Here’s yet more proof (as if we needed it) on just how dangerous Jeff Sessions is to the American justice system and to the rights of almost everyone in this country. In late April, under the Trump administration, the charter for the National Commission on Forensic Science was not renewed. This means that the independent commission group of researchers, lawyers, judges, crime lab technicians, scientists and law enforcement officers who worked on trying to reform the field of forensic science and expert testimony are no longer at work. The message: important things like trying to promote scientific validity and improving federal coordination of forensic science are a waste of time and resources in the Trump era. This administration seems to have an aversion to all things scientific. And just like their denial of climate change and facts, this is not good.
Evidence regularly presented in court rooms—such as bite-mark, hair, and lead bullet analysis—that for decades have been employed by prosecutors to convict and even execute defendants are actually incapable of definitively linking an individual to a crime. Other methods, including fingerprint analysis, are less rigorous and more subjective than experts—and popular culture—let on.
But on the witness stand, experts routinely overstate the certainty of their forensic methods. In 2015, the FBI completed a review of 268 trial transcripts in which the bureau's experts used microscopic hair analysis to incriminate a defendant. The results showed that bureau experts submitted scientifically invalid testimony at least 95 percent of the time. Among those cases with faulty evidence, 33 defendants received the death penalty and 9 had been executed. No court has banned bite-mark evidence despite a consensus among scientists that the discipline is entirely subjective. One study found that forensic dentists couldn't even agree if markings were caused by human teeth. Until this month, the National Commission on Forensic Science was the most important group moving forensics into the modern scientific era.
Just think about it. Juries could be sentencing people to death in cases where bite mark evidence is used and yet some forensic dentists might not even agree if the markings are caused by human teeth. How is that even possible? With these kinds of statistics, you’d think the attorney general would be a staunch supporter of trying to advocate for reform in forensic science. But of course, Jeff can’t seem to make up his mind about anything and this issue isn’t an exception. While he supports the use of forensics, he doesn’t seem to believe in regulating local labs or actual science itself.
During his 20-year career in the US Senate, he pushed to increase DNA testing—a bipartisan issue. But when it comes to regulating local crime labs or subjecting forensics to scientific studies, Sessions has been a skeptic. Questions about the reliability of forensic methods irked him because they hurt prosecutors' ability to win convictions based on forensic evidence; calls for more oversight contradicted his desire to see local law enforcement unencumbered by federal oversight or regulation.

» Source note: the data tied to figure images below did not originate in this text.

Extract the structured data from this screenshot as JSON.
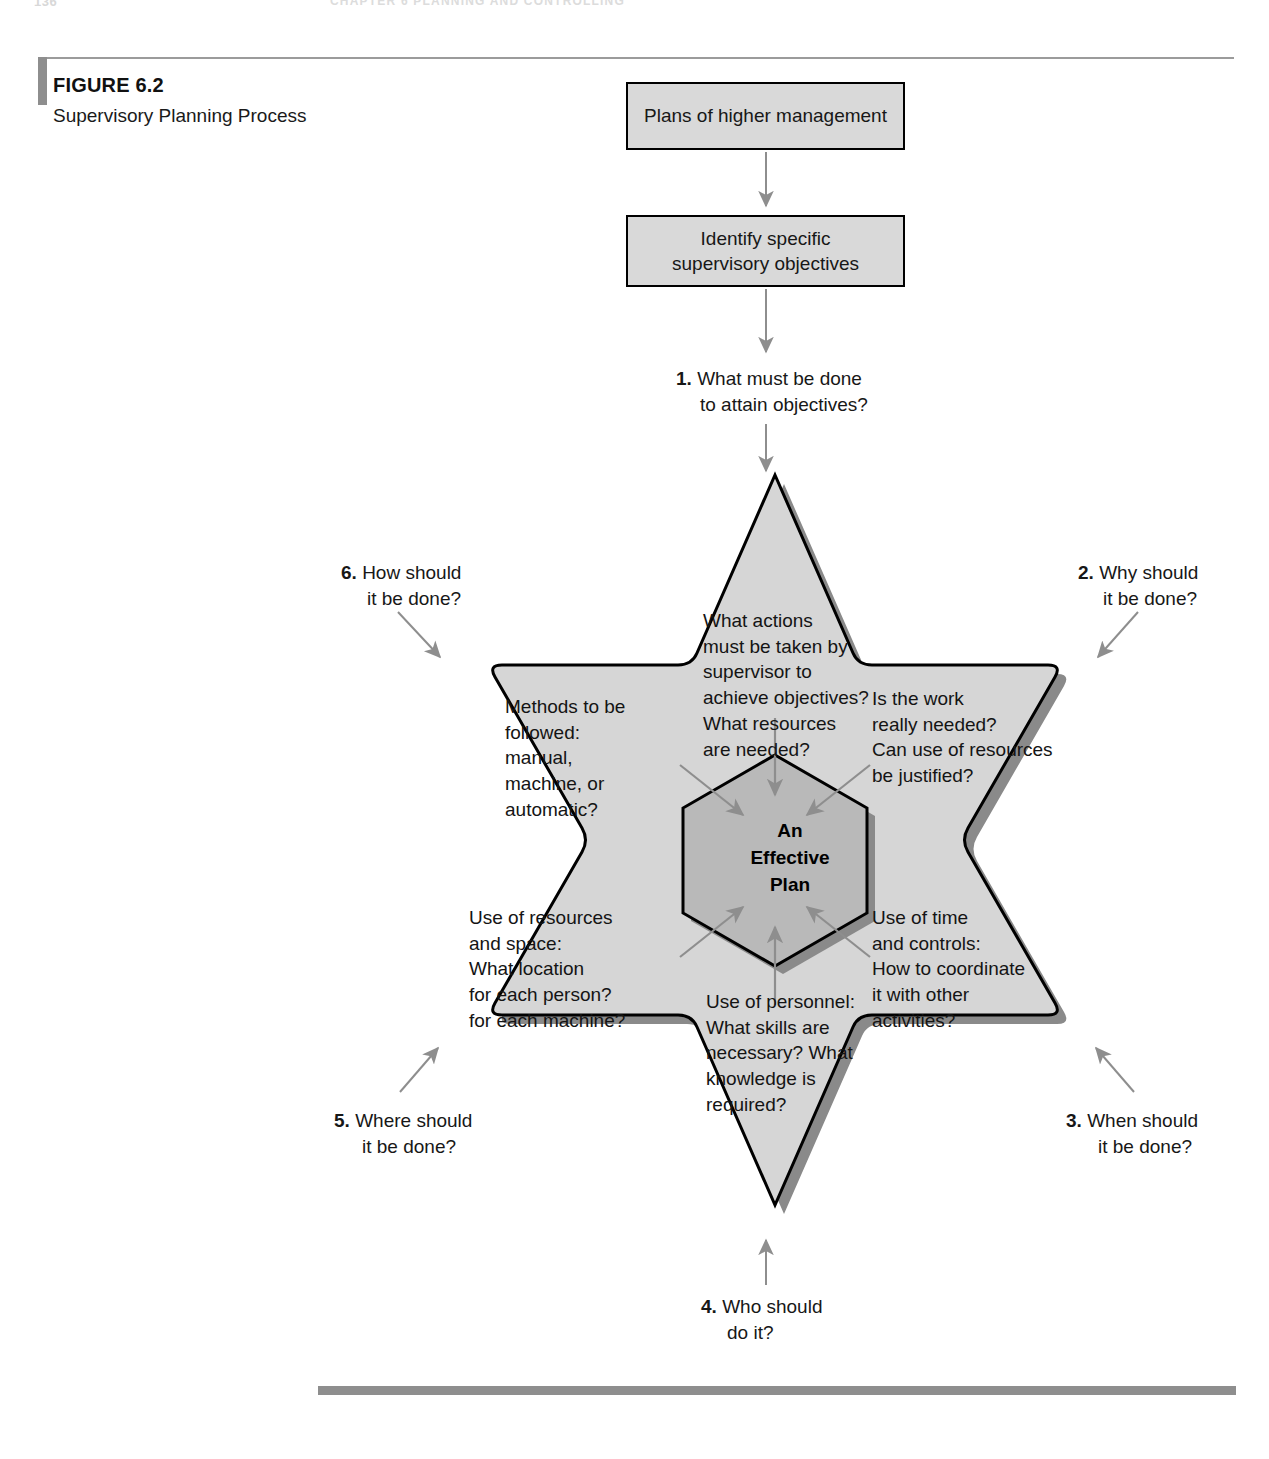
{
  "running_head": {
    "folio": "136",
    "title": "CHAPTER 6    PLANNING AND CONTROLLING"
  },
  "figure": {
    "number": "FIGURE 6.2",
    "title": "Supervisory Planning\nProcess"
  },
  "flow": {
    "box_plans": "Plans of higher management",
    "box_objectives": "Identify specific\nsupervisory objectives"
  },
  "points": [
    {
      "num": "1.",
      "line1": "What must be done",
      "line2": "to attain objectives?"
    },
    {
      "num": "2.",
      "line1": "Why should",
      "line2": "it be done?"
    },
    {
      "num": "3.",
      "line1": "When should",
      "line2": "it be done?"
    },
    {
      "num": "4.",
      "line1": "Who should",
      "line2": "do it?"
    },
    {
      "num": "5.",
      "line1": "Where should",
      "line2": "it be done?"
    },
    {
      "num": "6.",
      "line1": "How should",
      "line2": "it be done?"
    }
  ],
  "star": {
    "center": "An\nEffective\nPlan",
    "sectors": {
      "top": "What actions\nmust be taken by\nsupervisor to\nachieve objectives?\nWhat resources\nare needed?",
      "right": "Is the work\nreally needed?\nCan use of resources\nbe justified?",
      "lower_right": "Use of time\nand controls:\nHow to coordinate\nit with other\nactivities?",
      "bottom": "Use of personnel:\nWhat skills are\nnecessary? What\nknowledge is\nrequired?",
      "lower_left": "Use of resources\nand space:\nWhat location\nfor each person?\nfor each machine?",
      "left": "Methods to be\nfollowed:\nmanual,\nmachine, or\nautomatic?"
    }
  },
  "colors": {
    "star_fill": "#d6d6d6",
    "hex_fill": "#b9b9b9",
    "box_fill": "#d9d9d9",
    "shadow": "#8a8a8a",
    "rule": "#8e8e8e",
    "outline": "#000000",
    "arrow": "#8e8e8e"
  }
}
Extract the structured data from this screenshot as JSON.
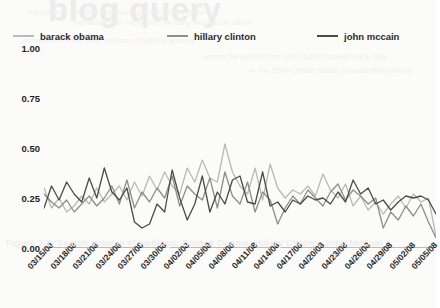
{
  "watermark": {
    "title": "blog query",
    "caption": "Figure 3.2: Search volume of weblogs: Barack Obama, Hillary Clinton, John McCain",
    "ghost_lines": [
      {
        "text": "the relative interest over time for each of the three",
        "left": 28,
        "top": 8
      },
      {
        "text": "candidates as measured by daily blog query share",
        "left": 74,
        "top": 18
      },
      {
        "text": "normalized to the total volume of political queries",
        "left": 22,
        "top": 36
      },
      {
        "text": "across the period from mid March through early May",
        "left": 202,
        "top": 52
      },
      {
        "text": "in the 2008 United States presidential primary",
        "left": 250,
        "top": 66
      }
    ]
  },
  "legend": {
    "entries": [
      {
        "label": "barack obama",
        "color": "#b9b9b9"
      },
      {
        "label": "hillary clinton",
        "color": "#8d8d8d"
      },
      {
        "label": "john mccain",
        "color": "#4a4a4a"
      }
    ]
  },
  "chart_data": {
    "type": "line",
    "title": "blog query",
    "xlabel": "",
    "ylabel": "",
    "ylim": [
      0.0,
      1.0
    ],
    "yticks": [
      0.0,
      0.25,
      0.5,
      0.75,
      1.0
    ],
    "ytick_labels": [
      "0.00",
      "0.25",
      "0.50",
      "0.75",
      "1.00"
    ],
    "grid": false,
    "legend_position": "top",
    "x_tick_labels": [
      "03/15/08",
      "03/18/08",
      "03/21/08",
      "03/24/08",
      "03/27/08",
      "03/30/08",
      "04/02/08",
      "04/05/08",
      "04/08/08",
      "04/11/08",
      "04/14/08",
      "04/17/08",
      "04/20/08",
      "04/23/08",
      "04/26/08",
      "04/29/08",
      "05/02/08",
      "05/05/08"
    ],
    "x_tick_step_days": 3,
    "x_points": 53,
    "series": [
      {
        "name": "barack obama",
        "color": "#b9b9b9",
        "values": [
          0.3,
          0.2,
          0.25,
          0.18,
          0.21,
          0.26,
          0.22,
          0.3,
          0.23,
          0.27,
          0.31,
          0.24,
          0.33,
          0.26,
          0.36,
          0.29,
          0.38,
          0.31,
          0.27,
          0.4,
          0.33,
          0.44,
          0.35,
          0.33,
          0.52,
          0.38,
          0.31,
          0.27,
          0.4,
          0.24,
          0.42,
          0.3,
          0.25,
          0.29,
          0.27,
          0.31,
          0.26,
          0.37,
          0.29,
          0.25,
          0.32,
          0.21,
          0.26,
          0.19,
          0.23,
          0.17,
          0.22,
          0.26,
          0.2,
          0.27,
          0.23,
          0.25,
          0.06
        ]
      },
      {
        "name": "hillary clinton",
        "color": "#8d8d8d",
        "values": [
          0.27,
          0.23,
          0.2,
          0.24,
          0.18,
          0.22,
          0.26,
          0.21,
          0.25,
          0.31,
          0.22,
          0.34,
          0.2,
          0.28,
          0.23,
          0.3,
          0.25,
          0.36,
          0.21,
          0.31,
          0.27,
          0.24,
          0.35,
          0.2,
          0.38,
          0.26,
          0.22,
          0.33,
          0.18,
          0.28,
          0.24,
          0.12,
          0.2,
          0.26,
          0.22,
          0.29,
          0.25,
          0.21,
          0.28,
          0.32,
          0.24,
          0.29,
          0.26,
          0.22,
          0.25,
          0.1,
          0.18,
          0.14,
          0.21,
          0.16,
          0.22,
          0.13,
          0.05
        ]
      },
      {
        "name": "john mccain",
        "color": "#4a4a4a",
        "values": [
          0.2,
          0.31,
          0.24,
          0.33,
          0.27,
          0.23,
          0.35,
          0.25,
          0.4,
          0.28,
          0.24,
          0.3,
          0.13,
          0.1,
          0.12,
          0.22,
          0.18,
          0.39,
          0.25,
          0.14,
          0.22,
          0.36,
          0.18,
          0.28,
          0.22,
          0.34,
          0.36,
          0.23,
          0.22,
          0.38,
          0.21,
          0.23,
          0.18,
          0.24,
          0.22,
          0.26,
          0.24,
          0.25,
          0.22,
          0.28,
          0.23,
          0.34,
          0.27,
          0.3,
          0.22,
          0.24,
          0.19,
          0.23,
          0.26,
          0.25,
          0.26,
          0.24,
          0.17
        ]
      }
    ]
  }
}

How in the world does this make any sense? Just like Trump gets his information from the cable news he watches daily, Sessions is probably getting his information about forensic science from CSI instead of actual experts. Now that Sessions has ended independent scientific review of forensics, experts say that reform is not likely anytime soon. Less than three months in and he’s already on his way to completely destroying our judicial system.